[Date Prev][Date Next][Thread Prev][Thread Next][Date Index][Thread Index]
Re: [Qemu-stable] [PATCH v2 5/9] block: Pass unaligned discard requests
From: |
Max Reitz |
Subject: |
Re: [Qemu-stable] [PATCH v2 5/9] block: Pass unaligned discard requests to drivers |
Date: |
Sat, 19 Nov 2016 23:05:14 +0100 |
User-agent: |
Mozilla/5.0 (X11; Linux x86_64; rv:45.0) Gecko/20100101 Thunderbird/45.4.0 |
On 18.11.2016 02:13, Eric Blake wrote:
> On 11/17/2016 05:44 PM, Max Reitz wrote:
>>>
>>> Since the SCSI specification says nothing about a minimum
>>> discard granularity, and only documents the preferred
>>> alignment, it is best if the block layer gives the driver
>>> every bit of information about discard requests, rather than
>>> rounding it to alignment boundaries early.
>>
>> Is this series supposed to address this issue? Because if so, I fail to
>> see where it does. If the device advertises 15 MB as the discard
>> granularity, then the iscsi driver will still drop all discard requests
>> that are not aligned to 15 MB boundaries, no?
>>
>
> I don't have access to the device in question, so I'm hoping Peter
> chimes in (oops, how'd I miss him on original CC?). Here's all the more
> he said on v1:
> https://lists.gnu.org/archive/html/qemu-devel/2016-11/msg02223.html
>
> My gut feel, however, is that the iscsi code is NOT rounding
Why are you relying on your gut feel when you can simply look into the
code in question? As a matter of fact, I know that you have looked at
the very piece of code in question because you touch it in patch 4.
Now that I looked at it again, though, I see my mistake, though: I
assumed that is_byte_request_lun_aligned() would check whether the
request is aligned to the advertised discard granularity. Of course, it
does not, though, it only checks whether it's aligned to the device's
block_size.
So with the device in question, block_size is something like, say, 1 MB
and the pdiscard_alignment is 15 MB. With your series, the block layer
will first split off the head of an unaligned discard request (with the
rest being aligned to the pdiscard_alignment) and then again the head
off that head (with regards to the request_alignment).
The iscsi driver will discard the head of the head (which isn't aligned
to the request_alignment), but pass the part of the head that is aligned
to request_alignment and of course pass everything that's aligned to
pdiscard_alignment, too.
(And the same then happens for the tail.)
OK, now I see.
> (the qcow2
> code rounded, but that's different); the regression happened in 2.7
> because the block layer also started rounding, and this patch gets the
> block layer rounding out of the way. If nothing changed in the iscsi
> code in the meantime, then the iscsi code should now (once again) be
> discarding all sizes, regardless of the 15M advertisement.
Well, all sizes that are aligned to the request_alignment.
> Meanwhile, I _did_ test this patch with blkdebug (see 9/9), as well as
> on a slightly modified NBD client that forced 15M alignments, and for
> those cases, it definitely made the difference on whether all bytes were
> passed (spread across several calls), vs. just the aligned bytes in the
> middle of a request larger than 15M.
>
>> The only difference is that it's now the iscsi driver that drops the
>> request instead of the generic block layer.
>
> If the iscsi driver was ever dropping it in the first place.
It wasn't dropping them, it was asserting that it was dropped; yes, my
mistake for thinking that is_byte_request_lun_aligned() would check
whether the request is aligned to pdiscard_alignment.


#### Directions for this task
Return every line of the data that contains the string "pixels".

#### Source records

++++++++++++++++++++

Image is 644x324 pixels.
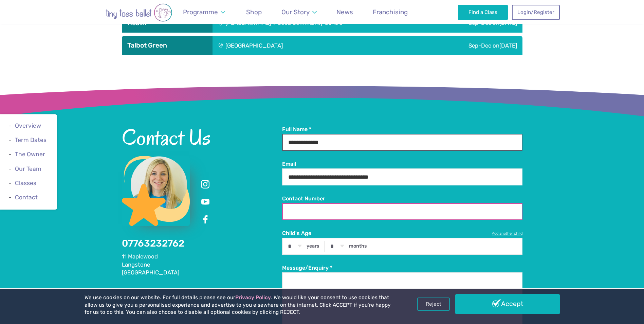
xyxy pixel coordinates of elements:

++++++++++++++++++++

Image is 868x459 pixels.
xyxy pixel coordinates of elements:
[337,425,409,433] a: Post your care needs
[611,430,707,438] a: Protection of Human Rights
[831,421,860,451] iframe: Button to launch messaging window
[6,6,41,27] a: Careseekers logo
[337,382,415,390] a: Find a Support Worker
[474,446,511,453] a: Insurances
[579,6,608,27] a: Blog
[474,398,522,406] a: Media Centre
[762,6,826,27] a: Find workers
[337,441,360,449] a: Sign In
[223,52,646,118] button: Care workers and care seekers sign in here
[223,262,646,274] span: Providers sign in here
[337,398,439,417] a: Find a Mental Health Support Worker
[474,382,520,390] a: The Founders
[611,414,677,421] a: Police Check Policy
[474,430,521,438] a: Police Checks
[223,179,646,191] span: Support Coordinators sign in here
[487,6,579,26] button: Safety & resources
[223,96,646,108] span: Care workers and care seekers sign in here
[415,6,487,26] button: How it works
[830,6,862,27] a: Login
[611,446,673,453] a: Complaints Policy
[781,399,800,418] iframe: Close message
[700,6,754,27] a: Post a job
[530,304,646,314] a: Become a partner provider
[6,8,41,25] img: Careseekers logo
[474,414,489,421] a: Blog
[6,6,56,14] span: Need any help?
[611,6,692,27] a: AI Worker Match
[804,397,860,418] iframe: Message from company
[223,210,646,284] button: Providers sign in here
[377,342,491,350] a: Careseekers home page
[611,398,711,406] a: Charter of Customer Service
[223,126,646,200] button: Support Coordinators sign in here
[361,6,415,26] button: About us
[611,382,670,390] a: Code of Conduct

++++++++++++++++++++

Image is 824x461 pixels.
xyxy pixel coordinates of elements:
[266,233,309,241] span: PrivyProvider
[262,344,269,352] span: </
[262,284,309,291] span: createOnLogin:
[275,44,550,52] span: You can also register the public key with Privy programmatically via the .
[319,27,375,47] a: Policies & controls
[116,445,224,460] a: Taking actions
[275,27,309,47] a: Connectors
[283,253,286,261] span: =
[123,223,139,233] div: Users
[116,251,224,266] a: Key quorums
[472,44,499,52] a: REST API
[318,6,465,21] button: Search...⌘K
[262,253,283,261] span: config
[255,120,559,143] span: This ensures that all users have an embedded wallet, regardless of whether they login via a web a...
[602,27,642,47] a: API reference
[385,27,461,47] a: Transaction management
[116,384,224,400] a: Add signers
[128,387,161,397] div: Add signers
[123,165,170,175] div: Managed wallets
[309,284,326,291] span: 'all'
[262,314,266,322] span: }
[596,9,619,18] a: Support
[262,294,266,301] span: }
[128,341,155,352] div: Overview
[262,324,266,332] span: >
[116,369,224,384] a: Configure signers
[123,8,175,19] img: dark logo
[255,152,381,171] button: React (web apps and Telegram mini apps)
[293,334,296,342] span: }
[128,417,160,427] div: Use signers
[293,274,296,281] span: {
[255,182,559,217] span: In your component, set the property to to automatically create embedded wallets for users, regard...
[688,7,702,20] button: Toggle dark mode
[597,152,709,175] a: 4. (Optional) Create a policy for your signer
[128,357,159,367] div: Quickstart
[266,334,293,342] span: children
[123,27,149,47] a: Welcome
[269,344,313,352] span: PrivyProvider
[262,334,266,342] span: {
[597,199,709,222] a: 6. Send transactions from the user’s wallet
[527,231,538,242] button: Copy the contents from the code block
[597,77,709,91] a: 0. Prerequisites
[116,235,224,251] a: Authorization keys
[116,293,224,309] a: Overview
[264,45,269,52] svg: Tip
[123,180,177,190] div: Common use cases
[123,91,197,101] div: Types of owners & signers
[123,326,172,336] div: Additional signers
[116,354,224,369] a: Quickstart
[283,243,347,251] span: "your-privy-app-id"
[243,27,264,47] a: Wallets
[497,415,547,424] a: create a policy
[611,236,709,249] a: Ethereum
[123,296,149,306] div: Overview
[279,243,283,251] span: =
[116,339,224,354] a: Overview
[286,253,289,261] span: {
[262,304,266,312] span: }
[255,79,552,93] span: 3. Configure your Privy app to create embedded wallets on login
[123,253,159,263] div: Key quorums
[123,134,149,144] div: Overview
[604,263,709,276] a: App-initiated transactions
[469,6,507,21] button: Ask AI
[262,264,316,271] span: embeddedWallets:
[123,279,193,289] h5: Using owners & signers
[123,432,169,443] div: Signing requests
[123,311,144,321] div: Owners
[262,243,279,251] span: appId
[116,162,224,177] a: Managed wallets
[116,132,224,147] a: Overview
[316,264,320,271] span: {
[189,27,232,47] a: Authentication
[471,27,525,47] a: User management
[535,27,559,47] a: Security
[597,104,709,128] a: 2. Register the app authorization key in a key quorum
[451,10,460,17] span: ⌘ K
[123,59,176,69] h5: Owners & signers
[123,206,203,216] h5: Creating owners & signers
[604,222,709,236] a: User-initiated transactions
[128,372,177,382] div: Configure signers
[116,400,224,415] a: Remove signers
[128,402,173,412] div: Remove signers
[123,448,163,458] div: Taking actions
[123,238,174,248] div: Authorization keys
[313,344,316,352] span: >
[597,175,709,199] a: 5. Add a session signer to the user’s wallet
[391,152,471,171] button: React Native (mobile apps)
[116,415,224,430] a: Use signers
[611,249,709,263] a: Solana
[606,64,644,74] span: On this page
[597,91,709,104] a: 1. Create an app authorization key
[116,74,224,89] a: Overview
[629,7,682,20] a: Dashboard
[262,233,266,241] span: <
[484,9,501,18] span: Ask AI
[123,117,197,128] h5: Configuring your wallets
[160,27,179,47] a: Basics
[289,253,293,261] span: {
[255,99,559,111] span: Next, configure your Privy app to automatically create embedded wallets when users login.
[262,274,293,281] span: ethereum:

++++++++++++++++++++

#### Output for this exercise
Image is 644x324 pixels.
Image is 868x459 pixels.
Image is 824x461 pixels.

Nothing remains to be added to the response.